“So there will!” exclaimed Silas, who saw at once what Joe was trying to get at. “That’s the business I’ve been looking for, Joey, and it’s an easy one, too. Of course, I can let all my boats at so much an hour, and I won’t have nothing to do but sit on the beach and take in my money.”

“And what’ll I be doing?” inquired Dan, who had not spoken before.

“You!” cried Silas, who seemed to have forgotten that Dan was one of the party. “You will keep on chopping cord wood, to pay you for the mean trick you played on me this morning. You see what you made by it, don’t you? I reckon you wish you’d stayed by me now, don’t you? How much will them boats cost me, Joey?”
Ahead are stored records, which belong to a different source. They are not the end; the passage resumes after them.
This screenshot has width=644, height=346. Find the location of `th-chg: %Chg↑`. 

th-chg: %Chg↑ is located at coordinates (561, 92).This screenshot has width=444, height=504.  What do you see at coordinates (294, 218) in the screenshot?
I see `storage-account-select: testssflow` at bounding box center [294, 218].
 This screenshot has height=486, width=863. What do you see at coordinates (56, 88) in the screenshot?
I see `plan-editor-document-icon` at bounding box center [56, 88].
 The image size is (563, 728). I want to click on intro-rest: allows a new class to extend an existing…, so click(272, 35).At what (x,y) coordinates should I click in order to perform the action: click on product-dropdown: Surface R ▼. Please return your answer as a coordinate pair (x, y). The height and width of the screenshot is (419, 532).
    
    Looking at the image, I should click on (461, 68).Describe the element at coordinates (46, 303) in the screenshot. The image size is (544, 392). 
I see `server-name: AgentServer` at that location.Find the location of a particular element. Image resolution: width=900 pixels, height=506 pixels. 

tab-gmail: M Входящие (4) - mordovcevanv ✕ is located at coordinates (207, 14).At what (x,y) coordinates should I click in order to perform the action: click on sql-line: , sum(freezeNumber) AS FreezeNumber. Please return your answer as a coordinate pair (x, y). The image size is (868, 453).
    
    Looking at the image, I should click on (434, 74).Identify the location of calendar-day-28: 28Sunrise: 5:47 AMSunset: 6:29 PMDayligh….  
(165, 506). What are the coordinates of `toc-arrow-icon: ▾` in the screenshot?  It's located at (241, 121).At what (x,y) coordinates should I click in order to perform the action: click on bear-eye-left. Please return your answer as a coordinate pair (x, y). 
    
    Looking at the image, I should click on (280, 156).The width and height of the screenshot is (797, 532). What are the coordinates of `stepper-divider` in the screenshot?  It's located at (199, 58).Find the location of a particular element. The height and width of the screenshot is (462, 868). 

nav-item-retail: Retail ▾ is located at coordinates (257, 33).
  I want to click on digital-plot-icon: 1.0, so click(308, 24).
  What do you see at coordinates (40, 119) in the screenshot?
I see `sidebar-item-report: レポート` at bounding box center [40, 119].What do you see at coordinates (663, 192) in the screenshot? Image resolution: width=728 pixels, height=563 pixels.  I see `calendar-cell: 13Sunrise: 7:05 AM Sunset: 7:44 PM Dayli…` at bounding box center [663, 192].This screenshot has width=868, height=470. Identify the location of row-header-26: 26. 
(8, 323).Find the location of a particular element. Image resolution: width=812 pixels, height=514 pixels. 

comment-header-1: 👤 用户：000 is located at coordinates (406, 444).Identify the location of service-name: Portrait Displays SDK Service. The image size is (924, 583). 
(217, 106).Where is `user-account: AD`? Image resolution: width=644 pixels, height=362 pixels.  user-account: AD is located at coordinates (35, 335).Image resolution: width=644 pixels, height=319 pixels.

“I should think that ten or a dozen skiffs would be enough to begin with,” answered Joe, “and they will cost you between three and four hundred dollars; but you would have enough left to rent a piece of ground of Mr. Warren and put up a snug little house on it.”

“Then I’ll be a gentleman like the rest of ’em, won’t I?” exclaimed Silas, gleefully.

“No, you won’t,” said Dan, to himself. “That bridge ain’t been built yet, and I don’t reckon Hobson means to have it there. He is going to bust it up some way or ’nother, and I’m just the man to help him, if he’ll pay me for it. Everybody is getting rich ’cepting me, and I ain’t going to be treated this way no longer!”

Silas was so completely carried away by Joe’s plan for making money without work that he could think of nothing else. He forgot how determined and vindictive Dan was, and how easy it would be for him to place a multitude of obstacles in his way, but Joe didn’t.

The latter knew well enough that Dan intended to make trouble if he were left out in the cold, but what could be done for so lazy and unreliable a fellow as he was? That was the question.

While Joe was turning it over in his mind, he led the way through Mr. Warren’s gate and up to the porch, where he found his employer sitting in company with the sheriff and both Uncle Hallet’s

game-wardens. The deputy was in an upper room, keeping guard over the other prisoner.